Bankruptcy Revisited

Further, why not undo the damage done by the Bankruptcy Abuse and Consumer Protection Act (BAPCPA) of 2005? That bill, naturally, was signed into law by George W. Bush, and made all education loans non-dischargeable absent a showing of undue hardship. Five years later, the Obama Administration eliminated the federal guaranteed loan program that allowed private lenders to offer loans at low interest rates.

Now only the Department of Education offers such loans, which amounts to a system of debt peonage to the federal government. This is an arrangement more akin to socialism than the “free market” principles for which the GOP claims to stand.

Revisiting BAPCPA could result in a restoration of common sense to the debtor-creditor relationship—it would certainly make lenders less inclined to hand out student-loans like candy. It wouldn’t abolish student-lending outright, but it would have the added effect of reducing the number of young Americans who are indoctrinated into anti-American, anti-Western currents; and, most importantly, the drop-off in enrollments could force students to reevaluate their college decisions and force universities to cut the fat or die, which would likely mean the end of “studies” programs and “diversity” departments that produce nothing of value.

Why not propose amending BAPCPA to allow bankruptcy but call it “loan forgiveness” (under certain circumstances for low income people who are unable to pay) and enact a restructuring of student loans so that colleges are on the hook. A recent audit of California State University revealed a trove of $1.5 billion in discretionary reserves. The university system kept that money hidden away, while raising tuition at its 23 campuses and lobbying for more government funds.

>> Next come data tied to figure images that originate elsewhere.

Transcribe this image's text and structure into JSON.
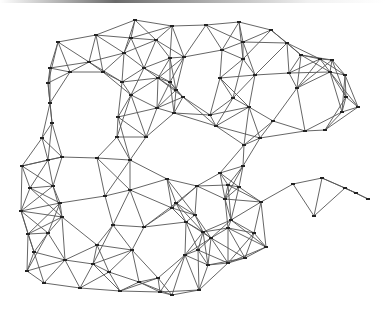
{
  "diagram": {
    "type": "triangulated-mesh",
    "edge_color": "#555555",
    "node_color": "#222222",
    "background": "#ffffff",
    "nodes": [
      [
        58,
        42
      ],
      [
        96,
        35
      ],
      [
        135,
        20
      ],
      [
        172,
        26
      ],
      [
        206,
        25
      ],
      [
        239,
        22
      ],
      [
        271,
        30
      ],
      [
        287,
        43
      ],
      [
        320,
        59
      ],
      [
        332,
        60
      ],
      [
        345,
        75
      ],
      [
        358,
        107
      ],
      [
        124,
        53
      ],
      [
        131,
        38
      ],
      [
        89,
        62
      ],
      [
        70,
        72
      ],
      [
        103,
        72
      ],
      [
        156,
        40
      ],
      [
        144,
        68
      ],
      [
        158,
        78
      ],
      [
        50,
        68
      ],
      [
        48,
        83
      ],
      [
        170,
        58
      ],
      [
        184,
        57
      ],
      [
        122,
        82
      ],
      [
        131,
        95
      ],
      [
        50,
        103
      ],
      [
        118,
        117
      ],
      [
        157,
        108
      ],
      [
        176,
        90
      ],
      [
        183,
        97
      ],
      [
        174,
        113
      ],
      [
        170,
        82
      ],
      [
        52,
        123
      ],
      [
        117,
        137
      ],
      [
        146,
        137
      ],
      [
        42,
        138
      ],
      [
        243,
        42
      ],
      [
        222,
        50
      ],
      [
        243,
        59
      ],
      [
        301,
        55
      ],
      [
        330,
        72
      ],
      [
        289,
        73
      ],
      [
        220,
        78
      ],
      [
        255,
        75
      ],
      [
        297,
        88
      ],
      [
        233,
        98
      ],
      [
        249,
        107
      ],
      [
        346,
        97
      ],
      [
        273,
        121
      ],
      [
        216,
        126
      ],
      [
        210,
        115
      ],
      [
        305,
        131
      ],
      [
        260,
        138
      ],
      [
        244,
        145
      ],
      [
        342,
        112
      ],
      [
        325,
        130
      ],
      [
        22,
        166
      ],
      [
        48,
        160
      ],
      [
        62,
        157
      ],
      [
        97,
        158
      ],
      [
        130,
        160
      ],
      [
        30,
        188
      ],
      [
        53,
        186
      ],
      [
        105,
        196
      ],
      [
        130,
        190
      ],
      [
        60,
        203
      ],
      [
        167,
        179
      ],
      [
        21,
        211
      ],
      [
        62,
        217
      ],
      [
        113,
        225
      ],
      [
        144,
        227
      ],
      [
        28,
        234
      ],
      [
        48,
        233
      ],
      [
        97,
        245
      ],
      [
        132,
        250
      ],
      [
        34,
        252
      ],
      [
        65,
        260
      ],
      [
        93,
        264
      ],
      [
        27,
        271
      ],
      [
        109,
        272
      ],
      [
        44,
        283
      ],
      [
        80,
        288
      ],
      [
        120,
        291
      ],
      [
        158,
        278
      ],
      [
        160,
        292
      ],
      [
        186,
        222
      ],
      [
        172,
        208
      ],
      [
        176,
        203
      ],
      [
        139,
        282
      ],
      [
        185,
        255
      ],
      [
        172,
        295
      ],
      [
        239,
        187
      ],
      [
        293,
        184
      ],
      [
        261,
        202
      ],
      [
        197,
        186
      ],
      [
        228,
        185
      ],
      [
        225,
        199
      ],
      [
        195,
        215
      ],
      [
        231,
        220
      ],
      [
        203,
        232
      ],
      [
        211,
        238
      ],
      [
        228,
        228
      ],
      [
        254,
        233
      ],
      [
        345,
        188
      ],
      [
        322,
        178
      ],
      [
        356,
        193
      ],
      [
        368,
        199
      ],
      [
        314,
        216
      ],
      [
        266,
        247
      ],
      [
        228,
        263
      ],
      [
        245,
        258
      ],
      [
        208,
        265
      ],
      [
        198,
        250
      ],
      [
        243,
        166
      ],
      [
        220,
        173
      ],
      [
        199,
        290
      ]
    ],
    "max_edge_length": 46
  }
}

They have the hook coming.

Apart from this quasi “loan forgiveness” scheme, why not throw in something like a voucher for trade schools? Create a pathway out of bankruptcy that might soothe, as a friend put it, the “pro-union socialist itch in a pro-America, middle class sort of way.”

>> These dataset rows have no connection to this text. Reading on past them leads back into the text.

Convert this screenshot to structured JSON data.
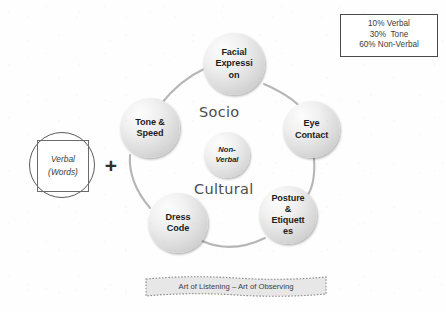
{
  "legend": {
    "lines": [
      "10% Verbal",
      "30%  Tone",
      "60% Non-Verbal"
    ]
  },
  "verbal": {
    "line1": "Verbal",
    "line2": "(Words)"
  },
  "operator": {
    "plus": "+"
  },
  "ring": {
    "inner_label": "Non-\nVerbal",
    "word_top": "Socio",
    "word_bottom": "Cultural",
    "nodes": [
      {
        "id": "facial",
        "label": "Facial\nExpressi\non"
      },
      {
        "id": "eye",
        "label": "Eye\nContact"
      },
      {
        "id": "posture",
        "label": "Posture\n&\nEtiquett\nes"
      },
      {
        "id": "dress",
        "label": "Dress\nCode"
      },
      {
        "id": "tone",
        "label": "Tone &\nSpeed"
      }
    ]
  },
  "banner": {
    "text": "Art of Listening – Art of Observing"
  },
  "colors": {
    "background": "#fefefe",
    "node_fill_light": "#fdfdfd",
    "node_fill_dark": "#bdbdbd",
    "ring_stroke": "#b4b4b4",
    "text_dark": "#1d1d1d",
    "word_gray": "#4c4c4c",
    "banner_fill": "#e6e6e6",
    "banner_border": "#8c8c8c",
    "legend_border": "#4a4a4a"
  }
}
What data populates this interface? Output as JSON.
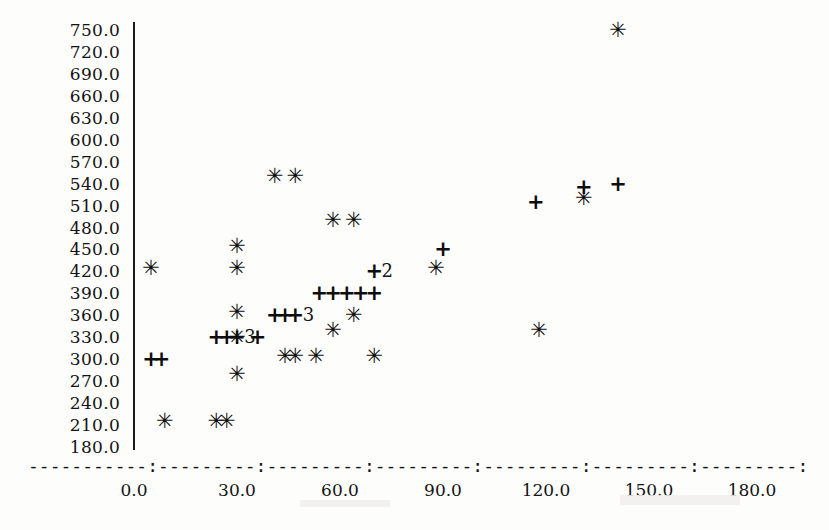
{
  "chart_data": {
    "type": "scatter",
    "title": "",
    "xlabel": "",
    "ylabel": "",
    "xlim": [
      -5,
      190
    ],
    "ylim": [
      180,
      760
    ],
    "grid": false,
    "legend_position": "none",
    "x_ticks": [
      "0.0",
      "30.0",
      "60.0",
      "90.0",
      "120.0",
      "150.0",
      "180.0"
    ],
    "x_tick_values": [
      0,
      30,
      60,
      90,
      120,
      150,
      180
    ],
    "y_ticks": [
      "750.0",
      "720.0",
      "690.0",
      "660.0",
      "630.0",
      "600.0",
      "570.0",
      "540.0",
      "510.0",
      "480.0",
      "450.0",
      "420.0",
      "390.0",
      "360.0",
      "330.0",
      "300.0",
      "270.0",
      "240.0",
      "210.0",
      "180.0"
    ],
    "y_tick_values": [
      750,
      720,
      690,
      660,
      630,
      600,
      570,
      540,
      510,
      480,
      450,
      420,
      390,
      360,
      330,
      300,
      270,
      240,
      210,
      180
    ],
    "marker_symbols": {
      "star": "*",
      "plus": "+"
    },
    "series": [
      {
        "name": "star",
        "symbol": "*",
        "points": [
          {
            "x": 5,
            "y": 425
          },
          {
            "x": 9,
            "y": 215
          },
          {
            "x": 24,
            "y": 215
          },
          {
            "x": 27,
            "y": 215
          },
          {
            "x": 30,
            "y": 455
          },
          {
            "x": 30,
            "y": 425
          },
          {
            "x": 30,
            "y": 365
          },
          {
            "x": 30,
            "y": 330
          },
          {
            "x": 30,
            "y": 280
          },
          {
            "x": 41,
            "y": 550
          },
          {
            "x": 47,
            "y": 550
          },
          {
            "x": 44,
            "y": 305
          },
          {
            "x": 47,
            "y": 305
          },
          {
            "x": 53,
            "y": 305
          },
          {
            "x": 58,
            "y": 490
          },
          {
            "x": 58,
            "y": 340
          },
          {
            "x": 64,
            "y": 490
          },
          {
            "x": 64,
            "y": 360
          },
          {
            "x": 70,
            "y": 305
          },
          {
            "x": 88,
            "y": 425
          },
          {
            "x": 118,
            "y": 340
          },
          {
            "x": 131,
            "y": 520
          },
          {
            "x": 141,
            "y": 750
          }
        ]
      },
      {
        "name": "plus",
        "symbol": "+",
        "points": [
          {
            "x": 5,
            "y": 300
          },
          {
            "x": 8,
            "y": 300
          },
          {
            "x": 24,
            "y": 330
          },
          {
            "x": 27,
            "y": 330
          },
          {
            "x": 30,
            "y": 330
          },
          {
            "x": 36,
            "y": 330
          },
          {
            "x": 41,
            "y": 360
          },
          {
            "x": 44,
            "y": 360
          },
          {
            "x": 47,
            "y": 360
          },
          {
            "x": 54,
            "y": 390
          },
          {
            "x": 58,
            "y": 390
          },
          {
            "x": 62,
            "y": 390
          },
          {
            "x": 66,
            "y": 390
          },
          {
            "x": 70,
            "y": 390
          },
          {
            "x": 70,
            "y": 420
          },
          {
            "x": 90,
            "y": 450
          },
          {
            "x": 117,
            "y": 515
          },
          {
            "x": 131,
            "y": 535
          },
          {
            "x": 141,
            "y": 540
          }
        ]
      }
    ],
    "overplot_labels": [
      {
        "x": 30,
        "y": 330,
        "count": "3",
        "note": "three coincident plus markers"
      },
      {
        "x": 47,
        "y": 360,
        "count": "3",
        "note": "three coincident plus markers"
      },
      {
        "x": 70,
        "y": 420,
        "count": "2",
        "note": "two coincident plus markers"
      }
    ],
    "axis_dash_row": "-----------:---------:---------:---------:---------:---------:---------:"
  },
  "markers": {
    "star_glyph": "✳",
    "plus_glyph": "+"
  }
}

Advancing the Bigger Fight

One conceivable response to Republicans taking up this issue might come in the way of Joy Pullman’s latest column for The Federalist, the essence of which is: “The student loan ‘crisis’ is hugely inflated.” But if this “hugely inflated” issue can be turned against Democrats—more broadly, against the Left—and used in our favor, why should we waste the opportunity?

Whether the issue is inflated or not is irrelevant when we consider that by taking it on, Republicans—more broadly, the Right—have a chance to make progress toward other goals we’ve long said we are pursuing but, of course, are goals we’ve mainly only whined about over the years. Now that we have more evidence than ever of the harm it does to the nation’s fabric, isn’t it time to start making headway on the final aim of toppling the subversive academic-industrial complex that is hostile to our way of life?

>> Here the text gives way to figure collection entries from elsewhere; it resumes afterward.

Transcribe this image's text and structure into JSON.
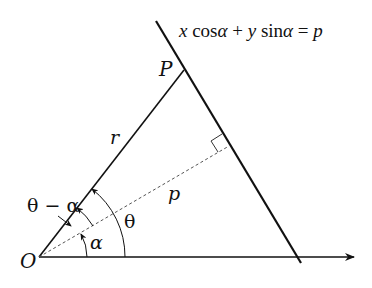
{
  "diagram": {
    "equation": {
      "x": "x",
      "cos": "cos",
      "alpha1": "α",
      "plus": "+",
      "y": "y",
      "sin": "sin",
      "alpha2": "α",
      "eq": "=",
      "p": "p"
    },
    "labels": {
      "origin": "O",
      "point": "P",
      "radius": "r",
      "perpendicular": "p",
      "theta": "θ",
      "alpha": "α",
      "theta_minus_alpha": "θ − α"
    },
    "colors": {
      "stroke": "#111111",
      "dashed": "#555555",
      "background": "#ffffff"
    }
  }
}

Universities should be held liable for unpaid loans. Vouchers for trade schools are a good idea. One caveat, perhaps, might be not to grant debt forgiveness to graduate degrees. Graduate students, presumably, are mature and discerning enough to know precisely what they are getting into when they take out loans. Assuming their field is not a worthless one, they will soon earn enough money to repay those loans with ease. If that is not the case, then we should do everything to discourage students from pursuing such frivolous pursuits.

All of this, of course, would only be the beginning, but it would give Republicans ammunition that would distinguish our arguments from the Baby Boomer bromides of long memory. If they haven’t worked so far, why should they be persuasive when conditions on the ground are even more complicated?

Those paying attention know that we are in a political war. Rather than formulating effective strategy in this fight, Republicans tend to abdicate the field to Democrats. The Stupid Party claims to fear socialism, yet does little to stop its ascendancy. It’s almost as if they don’t want to fight, let alone win. It’s time to elect people who have the stomach and the ingenuity to engage in the fight.